Managing Decisions Well
Leading at Light Speed is a powerful leadership book by Eric Douglas revealing 10 specific ways an organization must act and behave to build trust, spark innovation, and create a high-performing organization. Chapter four identifies methods to Manage Decisions Well.
Decisions are the atoms of every organization. Every business transaction, every new product launched, every new service offered, every process made more efficient and reliable, is a result of hundreds, if not thousands, of decisions. It is important for team members to know their decision-making roles and responsibilities in order to build high levels of trust, teamwork and innovation.
For leaders who are trying to operate at light speed, this means focusing energy in areas where difficult conversations often need to occur. In the first place, this means clarifying priorities. Which is the first decision? Which decision is less important?
It also means clarifying for people their decision-making roles, which sometimes translates into people having less responsibility than they think they have. The manager of a large hospital division asked me to lunch one day and said: “I need help learning how to be a better leader. What do you see as the most important thing I need to do?My immediate answer was "Define before you delegate". Which decisions do you want to make? Which decisions are you delegating to other people? You can’t be afraid to have those discussions.”

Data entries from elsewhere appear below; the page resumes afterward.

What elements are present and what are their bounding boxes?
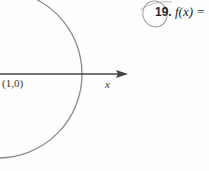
problem-expression: f(x) = — [175, 4, 205, 19]
point-label: (1,0) — [2, 77, 23, 89]
problem-number: 19. — [155, 5, 172, 19]
axis-label-x: x — [105, 78, 110, 90]
problem-header: 19. f(x) = — [155, 4, 205, 20]
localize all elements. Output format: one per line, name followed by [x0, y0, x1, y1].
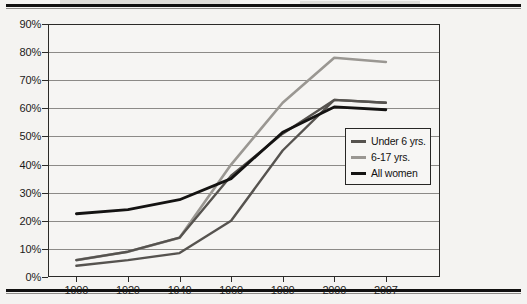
- series-line-all-women: [76, 107, 385, 214]
- legend-item-all-women: All women: [351, 165, 430, 181]
- legend-label-all-women: All women: [371, 168, 418, 179]
- page-rule-top: [6, 4, 521, 7]
- legend-item-under-6: Under 6 yrs.: [351, 133, 430, 149]
- series-line-6-17: [76, 58, 385, 260]
- legend: Under 6 yrs. 6-17 yrs. All women: [345, 128, 431, 185]
- legend-swatch-all-women: [351, 172, 366, 175]
- line-chart: 0%10%20%30%40%50%60%70%80%90% 1900192019…: [0, 12, 527, 290]
- legend-label-under-6: Under 6 yrs.: [371, 136, 426, 147]
- scanned-page: 0%10%20%30%40%50%60%70%80%90% 1900192019…: [0, 0, 527, 304]
- legend-swatch-under-6: [351, 140, 366, 143]
- series-lines: [0, 12, 527, 290]
- legend-swatch-6-17: [351, 156, 366, 159]
- legend-item-6-17: 6-17 yrs.: [351, 149, 430, 165]
- page-rule-top-thin: [6, 8, 521, 9]
- series-line-under-6-lower: [76, 100, 385, 266]
- legend-label-6-17: 6-17 yrs.: [371, 152, 410, 163]
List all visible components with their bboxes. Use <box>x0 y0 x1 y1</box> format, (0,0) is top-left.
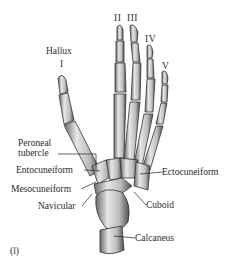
entocuneiform-label: Entocuneiform <box>16 165 73 175</box>
cuboid-label: Cuboid <box>146 200 174 210</box>
digit-II-bones <box>114 25 126 158</box>
digit-I-bones <box>58 75 100 176</box>
mesocuneiform-label: Mesocuneiform <box>11 184 71 194</box>
digit-label-III: III <box>127 13 138 23</box>
panel-label: (l) <box>10 246 19 256</box>
calcaneus-label: Calcaneus <box>135 233 174 243</box>
peroneal-tubercle-label-line1: Peroneal <box>18 138 51 148</box>
foot-skeleton-illustration <box>0 0 232 272</box>
digit-label-II: II <box>114 13 121 23</box>
digit-label-I: I <box>60 59 64 69</box>
digit-label-V: V <box>162 61 169 71</box>
navicular-label: Navicular <box>38 201 75 211</box>
ectocuneiform-label: Ectocuneiform <box>162 167 218 177</box>
hallux-label: Hallux <box>46 46 72 56</box>
peroneal-tubercle-label-line2: tubercle <box>18 148 49 158</box>
digit-label-IV: IV <box>145 34 156 44</box>
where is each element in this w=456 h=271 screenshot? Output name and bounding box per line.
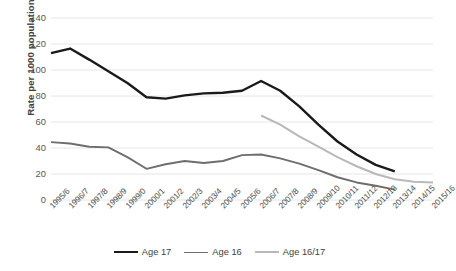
chart-legend: Age 17Age 16Age 16/17	[0, 247, 439, 257]
y-axis-tick-label: 120	[20, 39, 46, 49]
legend-label: Age 17	[142, 247, 171, 257]
gridlines	[51, 18, 433, 200]
y-axis-tick-label: 60	[20, 117, 46, 127]
legend-item[interactable]: Age 17	[114, 247, 171, 257]
legend-label: Age 16/17	[283, 247, 325, 257]
legend-item[interactable]: Age 16	[184, 247, 241, 257]
legend-line-swatch	[114, 251, 138, 253]
legend-line-swatch	[255, 251, 279, 253]
legend-item[interactable]: Age 16/17	[255, 247, 325, 257]
series-line-age-16	[51, 142, 395, 189]
y-axis-tick-label: 0	[20, 195, 46, 205]
series-line-age-17	[51, 49, 395, 172]
legend-line-swatch	[184, 252, 208, 253]
y-axis-tick-label: 140	[20, 13, 46, 23]
y-axis-tick-label: 80	[20, 91, 46, 101]
y-axis-tick-label: 20	[20, 169, 46, 179]
y-axis-tick-labels: 140120100806040200	[16, 0, 46, 210]
y-axis-tick-label: 40	[20, 143, 46, 153]
legend-label: Age 16	[212, 247, 241, 257]
y-axis-tick-label: 100	[20, 65, 46, 75]
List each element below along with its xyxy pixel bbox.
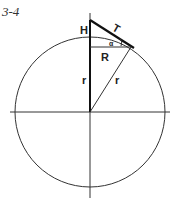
label-r-vertical: r <box>82 74 87 86</box>
label-r-slant: r <box>115 74 120 86</box>
slant-radius-line <box>90 47 131 112</box>
label-alpha: α <box>109 40 114 47</box>
label-r-horizontal: R <box>101 51 109 63</box>
label-h: H <box>80 24 88 36</box>
earth-curvature-diagram: 3-4 H T α R r r _ _ <box>0 0 173 218</box>
figure-number: 3-4 <box>1 4 20 19</box>
bottom-caption-partial: _ _ <box>65 209 125 218</box>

Our research shows few managers pay much attention to managing decisions. Oftentimes, the difference between decision making and decision managing is not accounted for. They fail to give clear instructions about roles and responsibilities. Different types of decision processes can be confused. They don’t know the appropriate vocabulary – for example, they confuse collaboration with consensus. It is a failure to lay out decision processes in an organic flow, showing all team members their own roles. As a result, they fail to leverage themselves as leaders. There is alway a danger of empowering others too much or too little. Only failure is achieved when there is no ideal balance of trust, cooperation and innovation.
The day-to-day inputs and outputs of any organization consist of its decisions. Operating at light speed means leaders must build systems resulting in across-the-board good decisions throughout the organization. It is important to teach team members how to manage decisions within the scope of the organizational core values and vision. It is necessary to re-evaluate the difficult decisions and how they are communicated out. Delegations must be clear. Otherwise, the sludge of bureaucracy creeps in and paralyzes the organization. Most importantly, people must shift their orientation from making decisions to managing them.